Consolidating the world's computing power, and the sophisticated controls required to harness this power, is an economic inevitability.  We are, inexorably, advancing towards a day when most CPU cycles consumed by enterprises are executed on public cloud infrastructure.  But this doesn't mean we are all moving overnight.  And the fact that our transition will be gradual doesn't diminish the credibility of those who have already taken the first steps.  To read some AWS critics this weekend, you'd think the "cloud first" CIOs had been proven wrong.

They haven't.  "Cloud first" doesn't (yet) mean "cloud only."  The reverse-named ComputerWorld opinion piece "Why You Don't Need a Cloud Computing Strategy" (coincidentally published three days before the AWS outage), in making its case for why you do need such a strategy, includes these salient points:

  • "Rather than trying to replace existing infrastructure that is already working, identify workloads that are dynamic or new"
  • "Think small, but plan big"
  • "Acknowledge the immaturity of cloud computing, but don't let it hold you back"

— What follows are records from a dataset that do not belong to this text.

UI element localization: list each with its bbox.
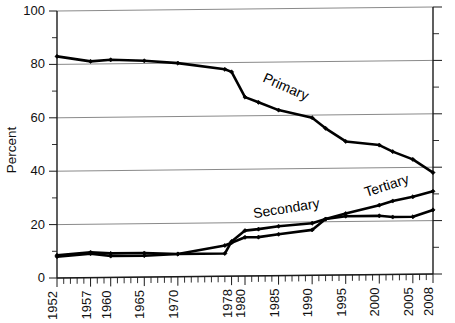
data-point-marker: [391, 215, 395, 219]
data-point-marker: [377, 214, 381, 218]
y-tick-label: 60: [31, 110, 45, 125]
x-tick-label: 2005: [401, 287, 416, 316]
line-chart-svg: 020406080100 195219571960196519701978198…: [0, 0, 455, 323]
series-lines-group: [57, 56, 433, 256]
data-point-marker: [142, 59, 146, 63]
y-tick-label: 40: [31, 163, 45, 178]
x-tick-label: 1990: [300, 288, 315, 317]
series-label-tertiary: Tertiary: [362, 171, 411, 200]
y-tick-label-group: 020406080100: [23, 3, 45, 285]
series-label-primary: Primary: [261, 69, 312, 103]
x-tick-label: 1980: [233, 289, 248, 318]
chart-figure: 020406080100 195219571960196519701978198…: [0, 0, 455, 323]
x-tick-label: 1957: [79, 291, 94, 320]
x-tick-label: 1995: [334, 288, 349, 317]
y-axis-title: Percent: [4, 126, 19, 173]
x-tick-label: 1960: [99, 290, 114, 319]
series-markers-group: [55, 54, 435, 258]
y-tick-label: 0: [38, 270, 45, 285]
y-tick-label: 80: [31, 56, 45, 71]
y-tick-label: 100: [23, 3, 45, 18]
x-tick-label: 1952: [45, 291, 60, 320]
series-label-secondary: Secondary: [252, 195, 321, 221]
x-tick-label: 2000: [367, 288, 382, 317]
data-point-marker: [109, 58, 113, 62]
x-tick-label-group: 1952195719601965197019781980198519901995…: [45, 287, 436, 320]
x-tick-label: 1985: [267, 289, 282, 318]
x-tick-label: 2008: [421, 287, 436, 316]
x-tick-label: 1970: [166, 290, 181, 319]
x-tick-label: 1965: [132, 290, 147, 319]
y-tick-label: 20: [31, 217, 45, 232]
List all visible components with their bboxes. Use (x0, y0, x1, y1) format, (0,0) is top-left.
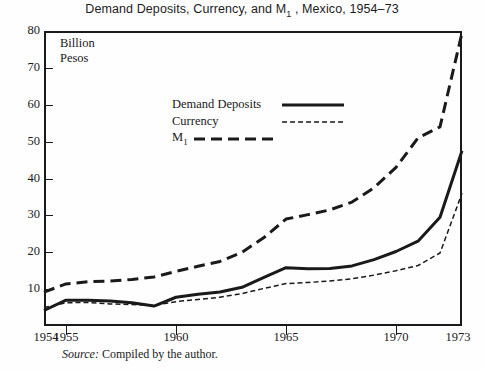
y-tick-label: 50 (12, 135, 40, 148)
x-tick-label: 1965 (274, 330, 299, 345)
x-tick-label: 1955 (54, 330, 79, 345)
x-tick-label: 1973 (446, 330, 471, 345)
legend-item-label: Currency (172, 114, 282, 129)
x-tick-label: 1960 (164, 330, 189, 345)
chart-figure: Demand Deposits, Currency, and M1 , Mexi… (0, 0, 484, 371)
legend-label-subscript: 1 (183, 137, 188, 147)
y-axis-unit-label: Billion Pesos (60, 36, 95, 66)
y-tick-label: 70 (12, 61, 40, 74)
source-text: Compiled by the author. (99, 347, 218, 361)
x-tick-label: 1970 (384, 330, 409, 345)
y-tick-label: 80 (12, 24, 40, 37)
legend-item-label: Demand Deposits (172, 97, 282, 112)
y-axis-labels: 8070605040302010 (6, 0, 40, 371)
chart-legend: Demand DepositsCurrencyM1 (172, 96, 344, 147)
y-tick-label: 20 (12, 245, 40, 258)
unit-label-line2: Pesos (60, 51, 95, 66)
y-tick-label: 10 (12, 282, 40, 295)
y-tick-label: 30 (12, 208, 40, 221)
legend-line-sample (282, 117, 344, 127)
legend-label-text: M (172, 130, 183, 144)
legend-line-sample (282, 100, 344, 110)
chart-title: Demand Deposits, Currency, and M1 , Mexi… (0, 2, 484, 19)
y-tick-label: 40 (12, 172, 40, 185)
legend-line-sample (194, 134, 274, 144)
legend-label-text: Demand Deposits (172, 97, 261, 111)
y-tick-label: 60 (12, 98, 40, 111)
plot-area-frame (44, 31, 462, 326)
legend-item: Currency (172, 113, 344, 130)
chart-title-main: Demand Deposits, Currency, and M (85, 2, 286, 16)
source-prefix: Source: (62, 347, 99, 361)
unit-label-line1: Billion (60, 36, 95, 51)
legend-item: M1 (172, 130, 344, 147)
source-note: Source: Compiled by the author. (62, 347, 218, 362)
legend-item-label: M1 (172, 130, 194, 147)
legend-item: Demand Deposits (172, 96, 344, 113)
chart-title-tail: , Mexico, 1954–73 (291, 2, 398, 16)
legend-label-text: Currency (172, 114, 219, 128)
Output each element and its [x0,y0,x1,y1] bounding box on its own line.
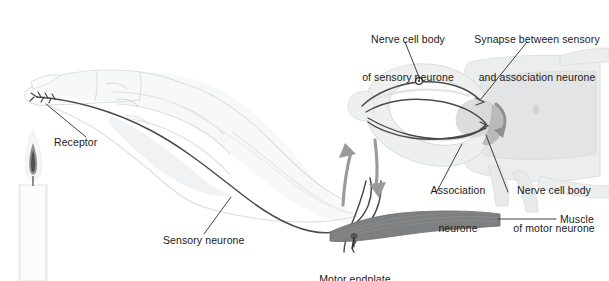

This mirrors advice I've given frequently to clients while formulating a cloud computing strategy:  You don't need to rip out all of your working software.  But you should start considering capping your current level of investment in on-premise infrastructure and systems.  In other words, don't throw good money after bad.

The New York Times recently published piece that looks back at how quickly revolutionary innovations have resulted in widespread productivity gains.  "By 1987, the personal computer revolution was more than a decade old, when Robert M. Solow, an economist and Nobel laureate, dryly observed, 'You can see the computer age everywhere but in the productivity statistics.'" The piece asserts that it wasn't until 1995 that personal computing had a significant impact on the American economy - roughly a 20 year lag.  Any takers willing to bet that cloud computing moves more quickly up the value chain?

Glenn Weinstein is the CTO and co-founder of Appirio, where he oversees the CloudWorks and Cloud Management Center product lines as well as internal IT.